At this point, it doesn't really matter if you're against this technology, because it's coming," says P. W. Singer, author of Wired for War and an expert on drones. "The precedent that is set in Miami could be huge."

The irony, of course, is that police have been doing all they can to prevent us from recording them even when they have no expectation of privacy.

So next time you choke the chicken inside the privacy of your own home or make love to your wife, your photo can wind up in a police file labeled for domestic terrorists probably along the side your crotch-shot from that time you walked through a TSA checkpoint during the holidays.

The MDPD will purchase the 20-pound T-Hawk from Honeywell for an unspecified amount of tax dollars that are supposedly coming from some federal grant.
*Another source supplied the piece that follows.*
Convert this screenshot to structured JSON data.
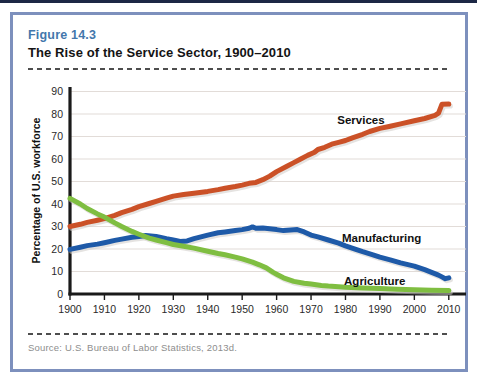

Probably the same grant that allowed the MDPD to create its Homeland Security Bureau that responded to Stretch Ledford and I taking photographs at the Miami-Dade Metrorail.

A Detective Bustamante told us we would be arrested if we continued taking photos, even though he had shown him official documentation that we were allowed to take photos on the trains.

We were then “permanently banned” by the Metrorail sesecurity company while the MPPD Homeland Security jackasses looked on approvingly.

Our tax dollars at work sure as hell are not going towards the brains of the Homeland Security operation.

The Federal Aviation Administration still needs to approve the drone so it can fly at 10,500 feet at a cruise of 46 mph at 49 minutes at a time.

Knowing Miami, it probably won’t be long until somebody shoots it down.

Meanwhile, citizens can purchase their own smaller-scale drone for only $300 that can be operated with an iPhone.

The Boston Herald reviewed that drone here. And you can check out the company's website here.Maybe they'll send me one of those drones to review on this site.

I'd like to see what will happen if I fly the drone outside the window of the Miami-Dade Police Department.